AO1 (Knowledge and Understanding)
Interference Theory
- This is when two pieces of information conflict with each other, resulting in forgetting of one or both, or in some distortion of memory.
- Interference has been proposed mainly as an explanation for forgetting in the LTM.
- Once info has reached the LTM it is more or less permanent. Therefore any forgetting of LTMs is more because we can’t get access to them even though they are available.
- Interference between memories makes it harder for us to locate them, and this is experienced as forgetting.
Types of Interference
It is likely that the two memories that are interfering with each other were stored at different times. So psychologists have proposed two types of interference:
- Proactive Interference (PI): occurs when an older memory interferes with a newer one e.g. your teacher has learned so many names in the past that she has difficulty remembering the names of her current class
- Retroactive Interference (RI): happens when a newer memory interferes with an older one (retro meaning work backwards NOT old) e.g. your teacher has learned so many new names this year that she has difficulty remembering all of the names of students last year
Effects of Similarity
In both cases, the interference is worse when both memories are similar (McGeoch & McDonald, 1931)
Procedure:
McGeoch and McDonald studied retroactive interference by changing the amount of similarity between two sets of materials. PPs had to learn a list of 10 words until they could remember them with 100% accuracy. They then learned a new list. There were six groups of PPs who had to learn different types of lists:
Group 1: synonyms – words with the same meaning as the originals
Group 2: antonyms – words with the opposite meanings as the originals
Group 3: words unrelated to the original ones
Group 4:nonsense syllables
Group 5: three-digit numbers
Group 6: no new list – these PPs just rested.
Findings:
When the PPs then recalled the original list of words, their performance depended on the nature of the second list. The most similar material (synonyms) produced the worst recall. This shows that interference is strongest when the memories are similar. The results are shown in the graph on the right.
AO3 (Evaluation)
Supportive Evidence
P: One strength of the theory of interference as an explanation for forgetting is that there is consistent evidence from lab studies.

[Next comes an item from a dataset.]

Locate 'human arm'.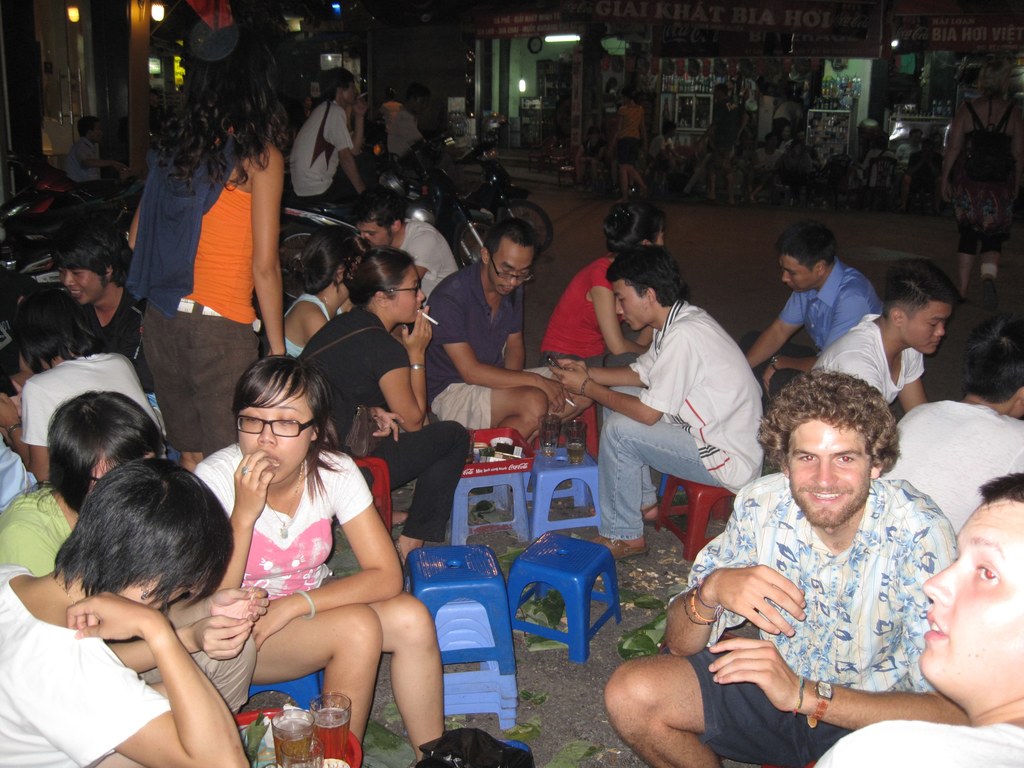
Bounding box: bbox=[427, 288, 579, 415].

E: For example, there are literally thousands of lab experiments carried out regarding interference including McGeoch and McDonald. The findings are consistent in that interference is the most likely explanation for why we forget information from the LTM.
E: This is a strength because if all of this research is consistent, and all of it done in a lab, then we know that because lab experiments control the effects of irrelevant influences and thus give us confidence that interference is a valid explanation for at least some forgetting.

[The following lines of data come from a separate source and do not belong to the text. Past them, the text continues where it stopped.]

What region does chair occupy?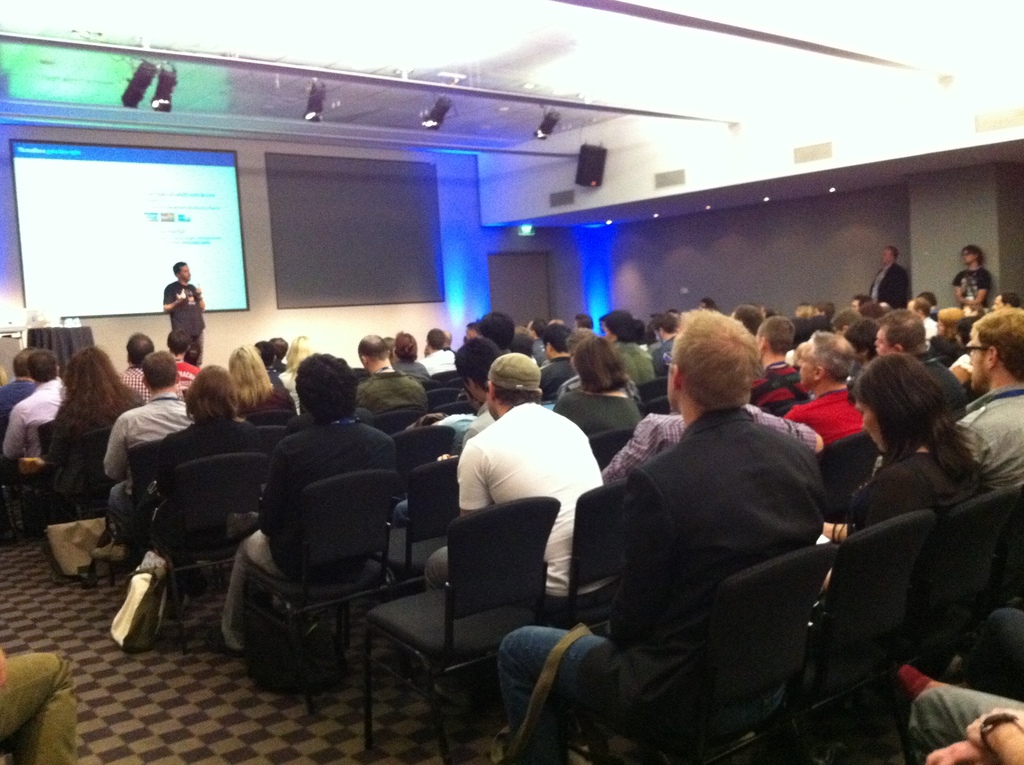
box(253, 423, 287, 456).
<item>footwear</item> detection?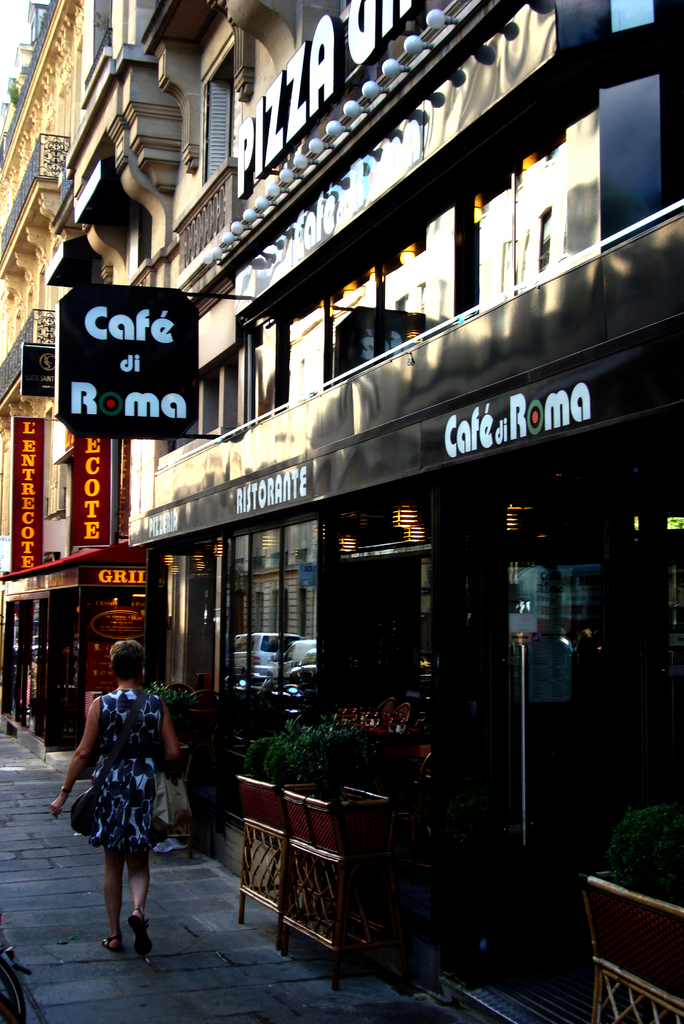
102 931 132 950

L: As a result, the explanatory power of interference is increased when explaining why we forget. / Low Ecological Validity
P: One weakness of the theory of interference is that research into it has low ecological validity.
E: For example, because the majority of the research is carried out in a lab, the materials used tend to be lists of words, with a task attached to learn them. This differs from things we try to learn everyday e.g. people’s faces, their birthdays, details of psychological research etc.
E: This is an issue because these materials are artificial compared to everyday life, meaning that it is difficult to generalise these findings to real-life. This manipulation of variables makes interference much more likely to occur in a lab.
L: As a result, the ecological validity of these pieces of research is questioned, which in turn casts doubt over the explanatory power of interference as an explanation for forgetting in everyday life. / Some Real-Life Application
P: One strength of interference a s theory for forgetting is that there is supportive real-life evidence of the phenomena.
E: For example Baddeley and Hitch (1977) asked rugby players to try and remember the names of the teams they had played so far in that season, week by week. Because most of the males had missed matches, for some the ‘last team’ they played may have been two or three weeks ago.
E: This is a strength because the results show that accurate recall did not depend on how long ago the matches took place. Much more important was the number of games they played in the meantime. So a player’s recall of a team from three weeks ago was better if they had played no matches since then. This study shows that interference explanation can apply to at least some everyday situations.
L: As a result, this real-life evidence increases the explanatory power of interference as an explanation for forgetting.